[ACTION ITEM] After locating the line that contains "Image resolution: width=1405", output that line and each one following it, exactly, to the end of the entries. No pictures.

[LISTED ENTRIES]
* * *

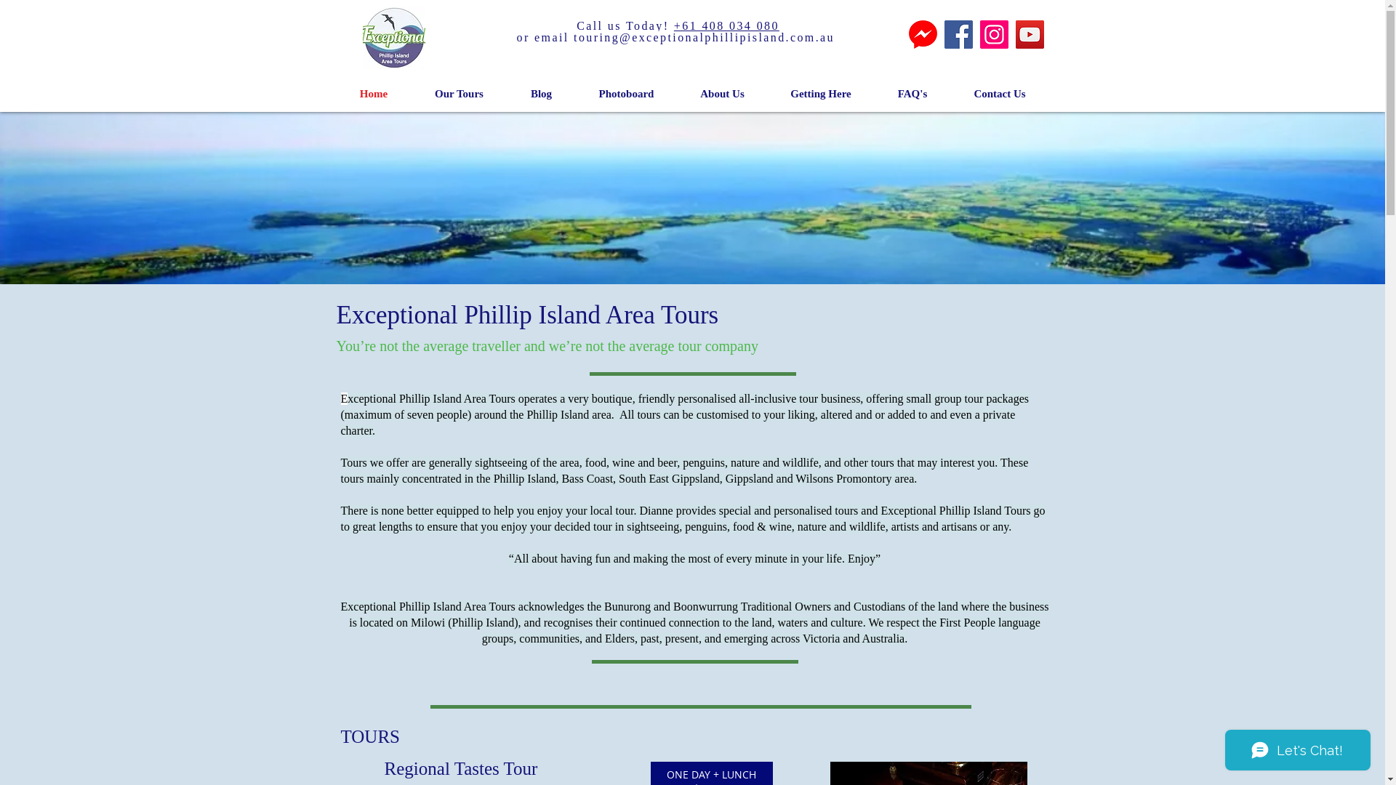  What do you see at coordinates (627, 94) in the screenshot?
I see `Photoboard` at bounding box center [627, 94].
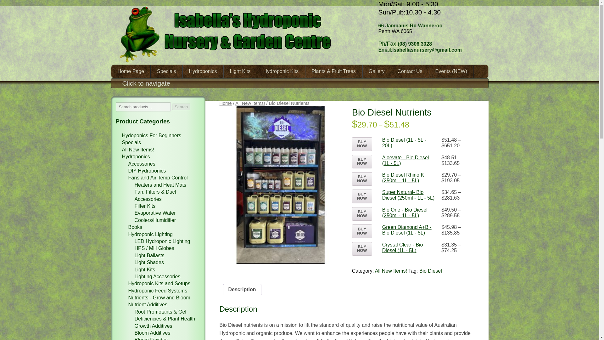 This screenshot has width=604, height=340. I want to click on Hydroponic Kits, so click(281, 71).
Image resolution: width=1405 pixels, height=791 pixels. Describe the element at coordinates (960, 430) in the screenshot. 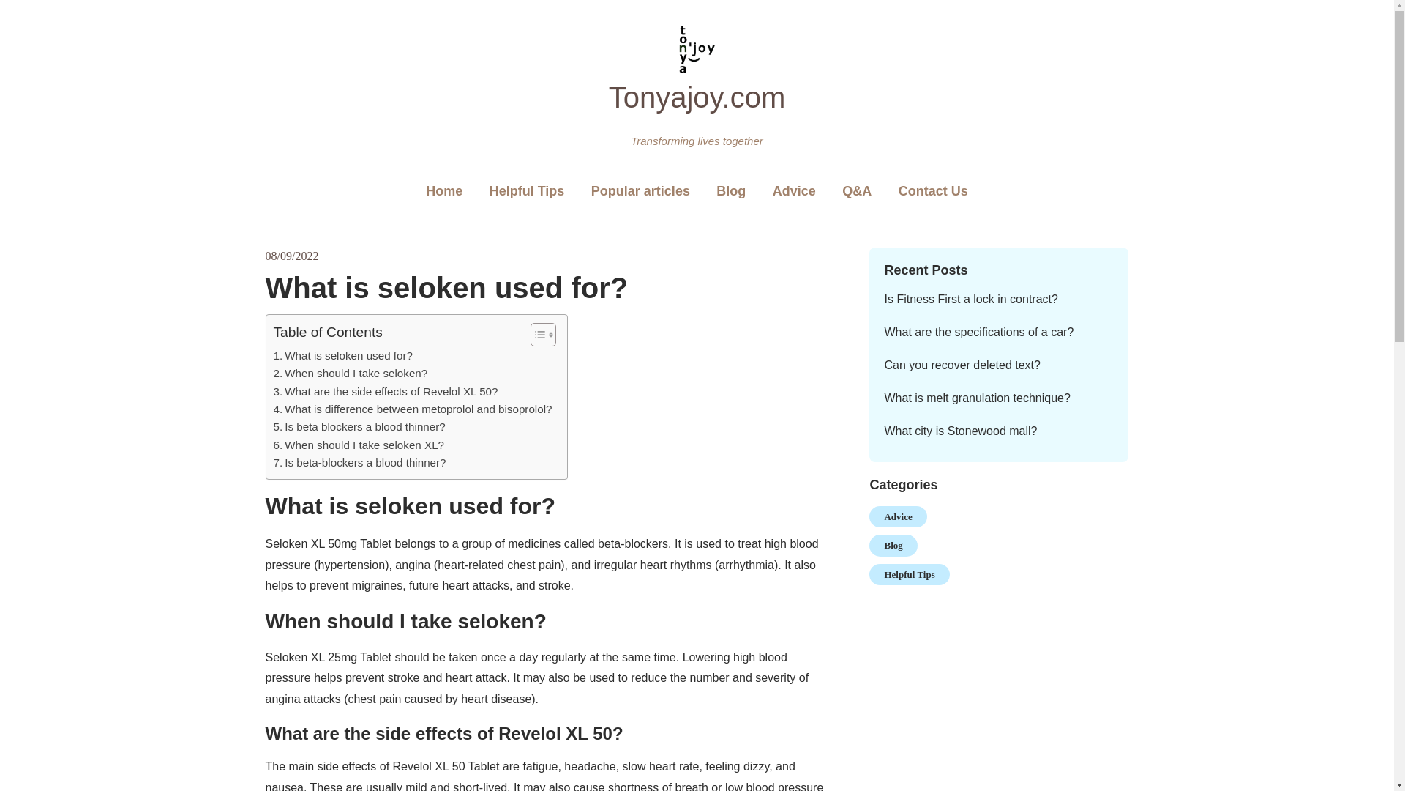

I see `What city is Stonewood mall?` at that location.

* * *

[THE ANSWER]
Image resolution: width=1405 pixels, height=791 pixels. Describe the element at coordinates (960, 430) in the screenshot. 

I see `What city is Stonewood mall?` at that location.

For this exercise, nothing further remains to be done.